Small towns across the U.S. are losing population to urban areas… 

Small towns across the U.S. are losing population to urban areas, and the trend is likely to continue. Kimberly Zarecor, associate professor of architecture at Iowa State University, offers an offbeat solution for shrinking towns: instead of spending money trying to lure new residents, focus on making life better for residents so they’ll stay put, Frank Morris reports for NPR.

Eva Spackova, an architecture professor at the Technical University of Ostrava, commented on how her city successfully followed the "shrink smart" plan: the town clean up pollution and revitalized older neighborhoods, reinventing itself as a cultural hot-spot with popular arts events.Zarecor first conceived of the “Shrink Smart Project” when she studied in a small city in the Czech Republic that had suffered with the collapse of the coal and steel industries. “Ostrava is a place that’s shrinking, losing people, but it’s still a place that people love to live in, are very loyal to,” Zarecor told Morris. “And it’s also a place that outsiders look at and think, I don’t want to be there.”

Eva Spackova, an architecture professor at the Technical University of Ostrava, commented on how her city successfully followed the “shrink smart” plan: the town clean up pollution and revitalized older neighborhoods, reinventing itself as a cultural hot-spot with popular arts events.

Zarecor and her Iowa State colleague Dave Peters are trying to bring that thinking to America, and are currently conducting surveys to figure out how some remote small towns can make residents’ lives better as they lose population.

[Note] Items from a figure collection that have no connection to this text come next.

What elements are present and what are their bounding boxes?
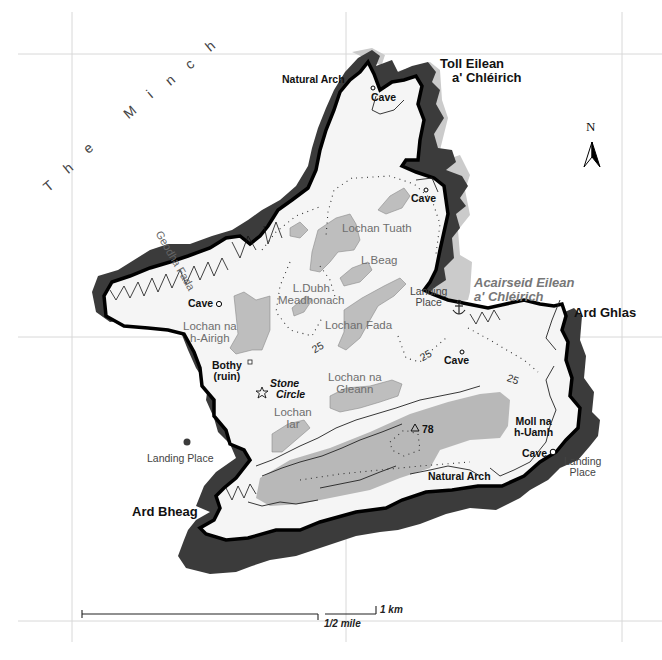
loch-dubh-line1: L.Dubh <box>278 282 345 294</box>
landing-place-east-bay: Landing Place <box>410 286 447 308</box>
loch-iar-line1: Lochan <box>274 406 312 418</box>
islet <box>184 439 191 446</box>
cave-icon <box>371 86 375 90</box>
landing-line2: Place <box>410 297 447 308</box>
loch-gleann-line1: Lochan na <box>328 371 382 383</box>
loch-airigh-label: Lochan na h-Airigh <box>183 320 237 344</box>
cave-northeast-label: Cave <box>411 193 436 204</box>
headland-line1: Toll Eilean <box>440 57 522 71</box>
loch-tuath-label: Lochan Tuath <box>342 222 412 234</box>
cave-icon <box>550 449 556 455</box>
bothy-icon <box>248 360 252 364</box>
natural-arch-south: Natural Arch <box>428 471 491 482</box>
natural-arch-north: Natural Arch <box>282 74 345 85</box>
landing-place-southwest: Landing Place <box>147 453 214 464</box>
loch-fada-label: Lochan Fada <box>325 319 392 331</box>
loch-gleann-line2: Gleann <box>328 383 382 395</box>
cave-west-label: Cave <box>188 298 213 309</box>
bay-label: Acairseid Eilean a' Chléirich <box>474 276 574 303</box>
moll-na-h-uamh-label: Moll na h-Uamh <box>514 416 553 438</box>
loch-gleann-label: Lochan na Gleann <box>328 371 382 395</box>
headland-ard-ghlas: Ard Ghlas <box>574 306 636 320</box>
loch-dubh-line2: Meadhonach <box>278 294 345 306</box>
headland-toll-eilean: Toll Eilean a' Chléirich <box>440 57 522 84</box>
loch-iar-label: Lochan Iar <box>274 406 312 430</box>
loch-dubh-label: L.Dubh Meadhonach <box>278 282 345 306</box>
bay-line1: Acairseid Eilean <box>474 276 574 290</box>
north-arrow-icon <box>584 142 600 167</box>
loch-iar-line2: Iar <box>274 418 312 430</box>
summit-height-label: 78 <box>422 424 434 435</box>
bay-line2: a' Chléirich <box>474 290 574 304</box>
bothy-line2: (ruin) <box>212 371 242 382</box>
landing-place-southeast: Landing Place <box>564 456 601 478</box>
stone-circle-line2: Circle <box>270 389 305 400</box>
cave-north-label: Cave <box>371 92 396 103</box>
loch-airigh-line1: Lochan na <box>183 320 237 332</box>
bothy-label: Bothy (ruin) <box>212 360 242 382</box>
landing-line2: Place <box>564 467 601 478</box>
stone-circle-label: Stone Circle <box>270 378 305 400</box>
scale-mile-label: 1/2 mile <box>324 619 361 630</box>
loch-airigh-line2: h-Airigh <box>183 332 237 344</box>
loch-beag-label: L.Beag <box>361 254 397 266</box>
cave-east-label: Cave <box>444 355 469 366</box>
north-arrow-label: N <box>586 120 595 134</box>
headland-ard-bheag: Ard Bheag <box>132 505 198 519</box>
cave-southeast-label: Cave <box>522 448 547 459</box>
scale-km-label: 1 km <box>380 605 403 616</box>
cave-icon <box>216 301 221 306</box>
moll-line2: h-Uamh <box>514 427 553 438</box>
headland-line2: a' Chléirich <box>440 71 522 85</box>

They point to Sac City, Iowa, population 2,105, as an example of success in smart shrinking. The thriving town boasts a hospital, a library, a recreational center, two pools, good daycares, and an involved local government.

Sac City Community Foundation board member Steve Irwin said the town is doing well because of its highly involved citizens. “We always seem to have a champion for a project, somebody or some group that kind of takes the lead,” Irwin told Morris.